TASK: No pictures belong in the copy. Reproduce exactly the lines beginning at the line containing "The width and" and continuing to the end of the entries below.

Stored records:
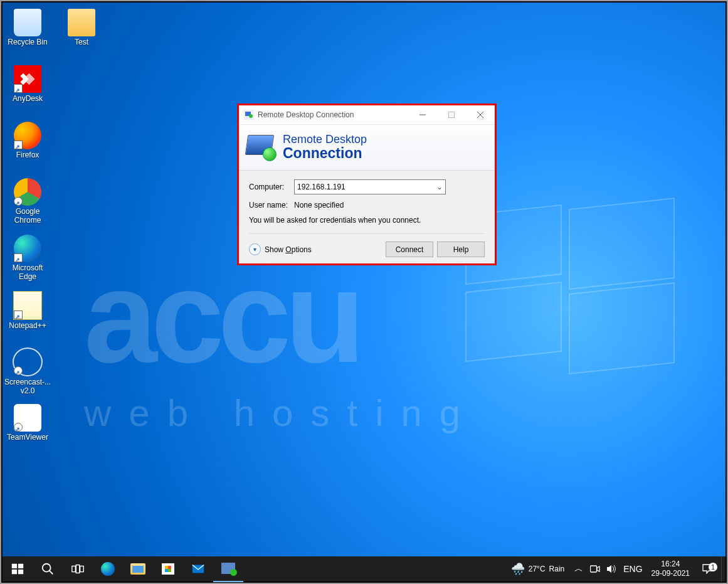 The height and width of the screenshot is (584, 728). What do you see at coordinates (611, 569) in the screenshot?
I see `tray-volume` at bounding box center [611, 569].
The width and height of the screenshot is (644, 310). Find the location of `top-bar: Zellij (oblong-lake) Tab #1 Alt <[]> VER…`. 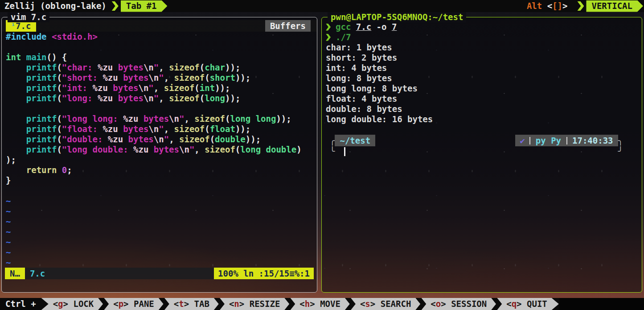

top-bar: Zellij (oblong-lake) Tab #1 Alt <[]> VER… is located at coordinates (322, 6).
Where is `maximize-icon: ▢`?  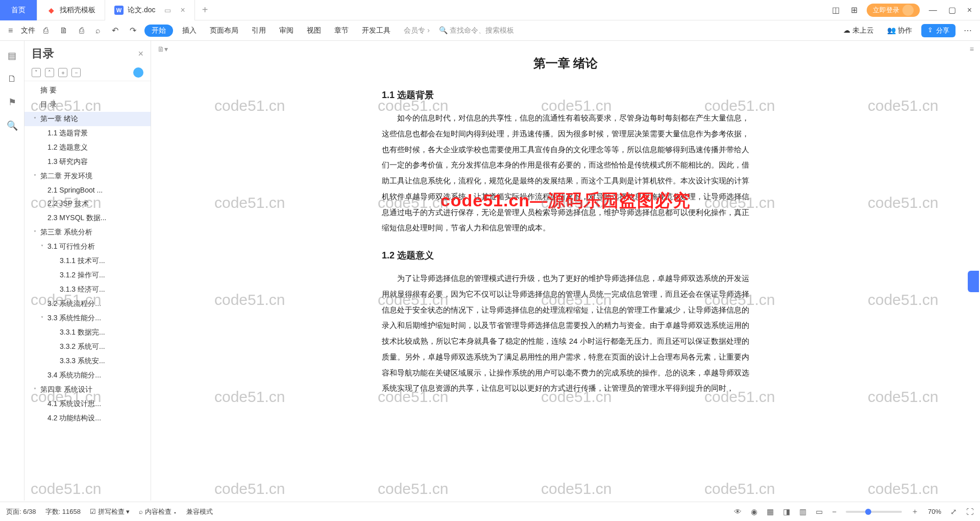
maximize-icon: ▢ is located at coordinates (952, 10).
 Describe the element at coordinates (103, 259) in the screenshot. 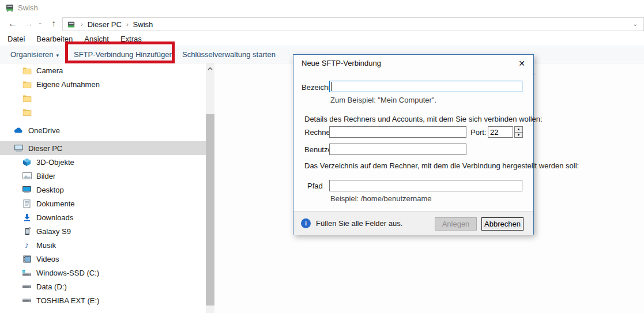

SOLUTION FOR THIS PROBLEM:
The width and height of the screenshot is (644, 310). Find the location of `top-bar: Zellij (oblong-lake) Tab #1 Alt <[]> VER…`. 

top-bar: Zellij (oblong-lake) Tab #1 Alt <[]> VER… is located at coordinates (322, 6).
Where is `maximize-icon: ▢`?  
maximize-icon: ▢ is located at coordinates (952, 10).
 Describe the element at coordinates (103, 259) in the screenshot. 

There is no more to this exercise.